SUPPLIED DATA
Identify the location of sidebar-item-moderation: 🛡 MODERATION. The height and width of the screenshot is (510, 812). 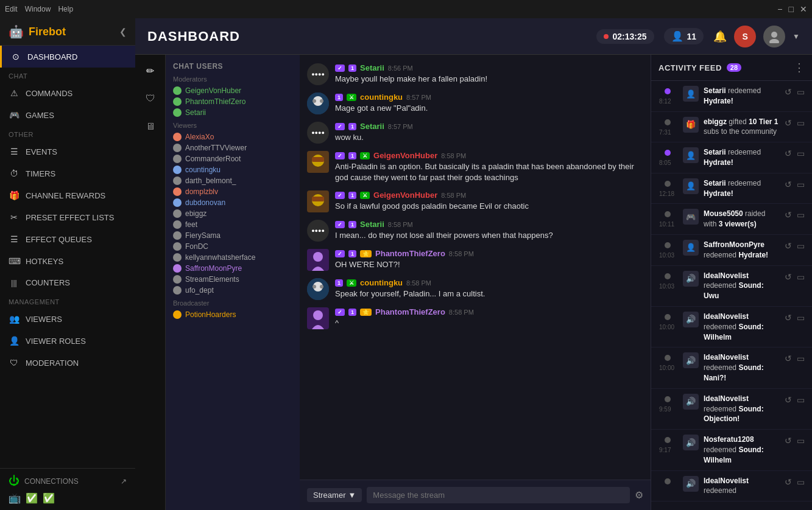
(68, 363).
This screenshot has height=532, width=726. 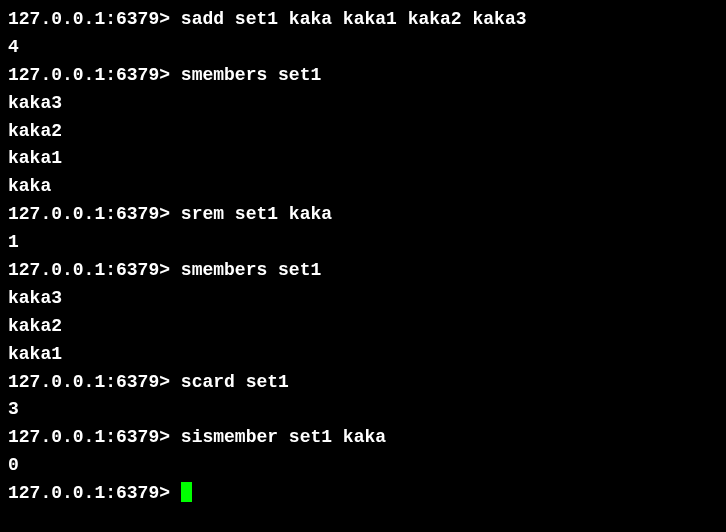 I want to click on output-text: 3, so click(x=14, y=409).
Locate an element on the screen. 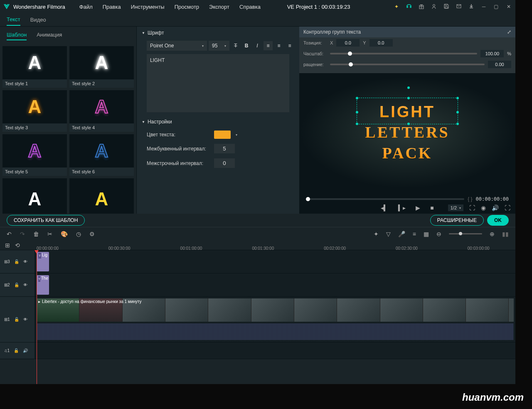 The height and width of the screenshot is (409, 532). align-right-button: ≡ is located at coordinates (290, 46).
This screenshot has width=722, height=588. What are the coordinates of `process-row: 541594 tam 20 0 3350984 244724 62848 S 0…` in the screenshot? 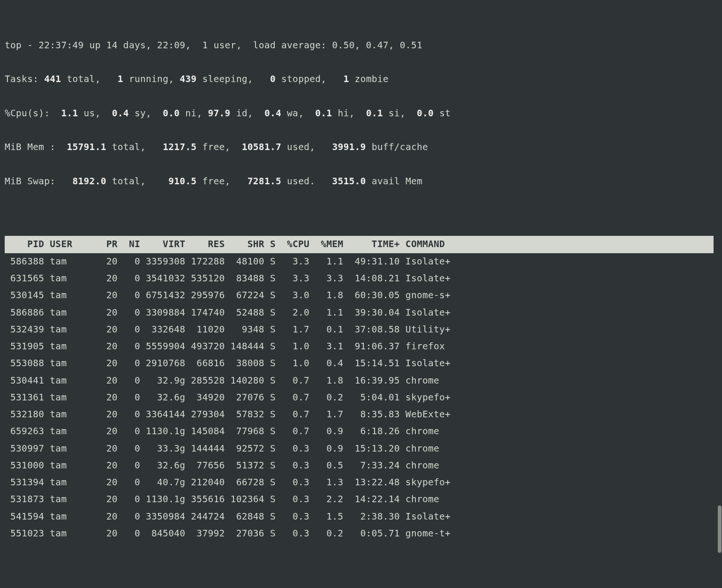 It's located at (361, 517).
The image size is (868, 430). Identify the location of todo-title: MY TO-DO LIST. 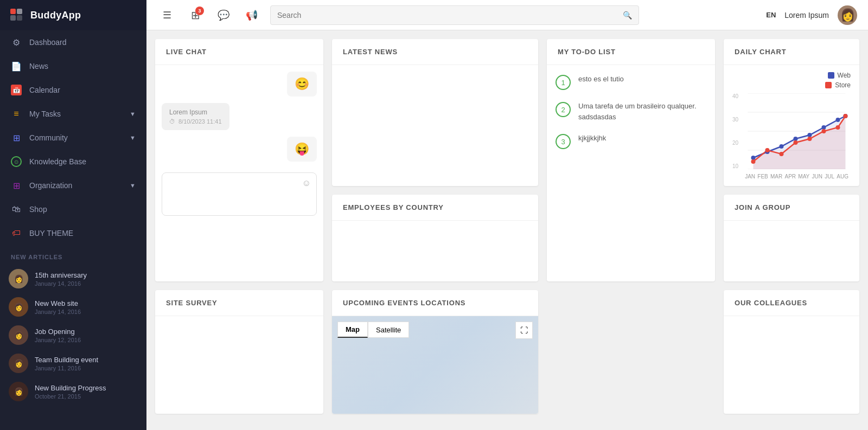
(631, 52).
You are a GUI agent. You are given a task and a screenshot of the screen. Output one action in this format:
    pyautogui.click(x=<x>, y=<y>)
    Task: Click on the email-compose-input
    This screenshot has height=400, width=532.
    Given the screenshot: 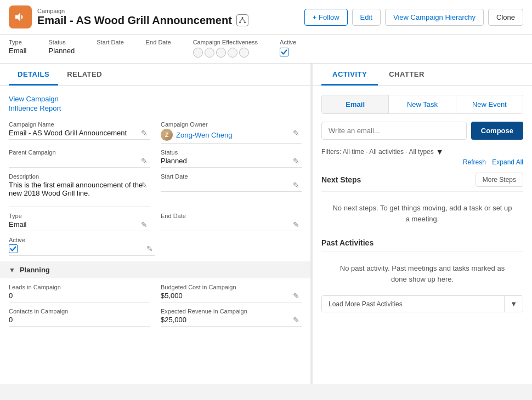 What is the action you would take?
    pyautogui.click(x=394, y=130)
    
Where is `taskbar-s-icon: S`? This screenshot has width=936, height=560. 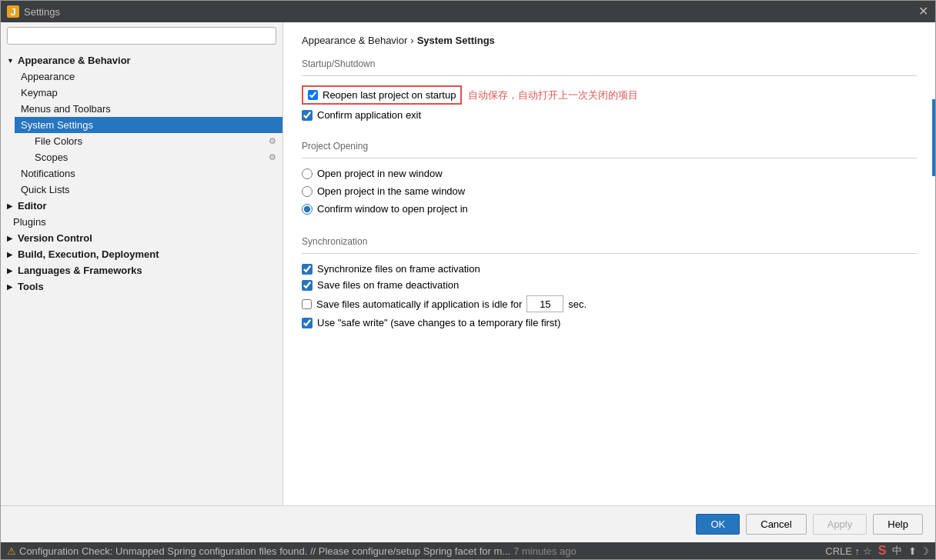
taskbar-s-icon: S is located at coordinates (882, 551).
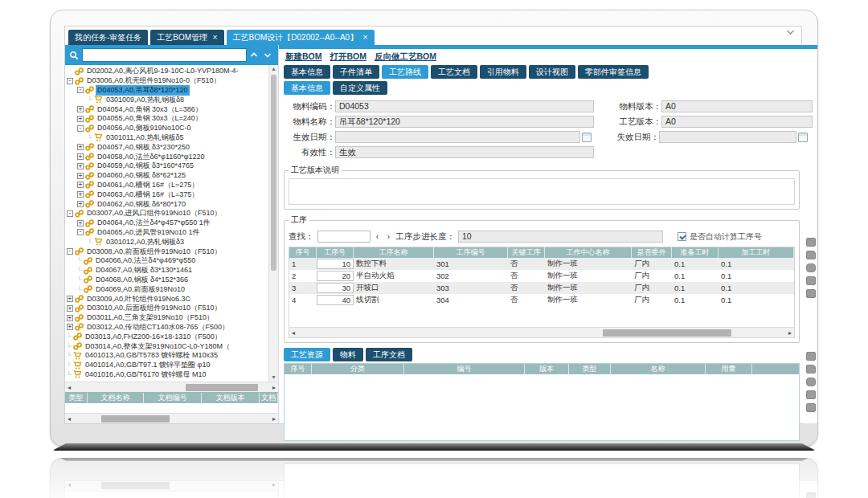 This screenshot has height=498, width=868. Describe the element at coordinates (167, 166) in the screenshot. I see `tree-item: +D04059,A0,钢板 δ3*160*4765` at that location.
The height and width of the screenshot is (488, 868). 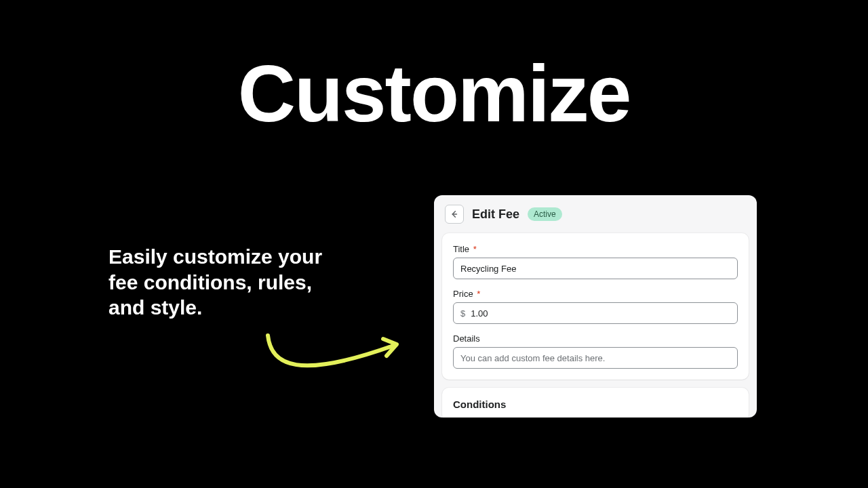 I want to click on title-field: Title *, so click(x=595, y=262).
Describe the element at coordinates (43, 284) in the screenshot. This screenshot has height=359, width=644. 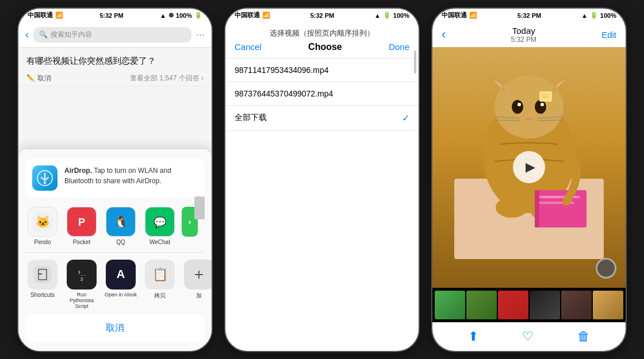
I see `action-item-shortcuts: Shortcuts` at that location.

WHAT NEEDS TO BE DONE
Word for word, restate only the lines from the one bearing "Describe the element at coordinates (43, 284)" through the final line of the listing, inclusive, with no pictures.

RESULT OF THE TASK
Describe the element at coordinates (43, 284) in the screenshot. This screenshot has height=359, width=644. 
I see `action-item-shortcuts: Shortcuts` at that location.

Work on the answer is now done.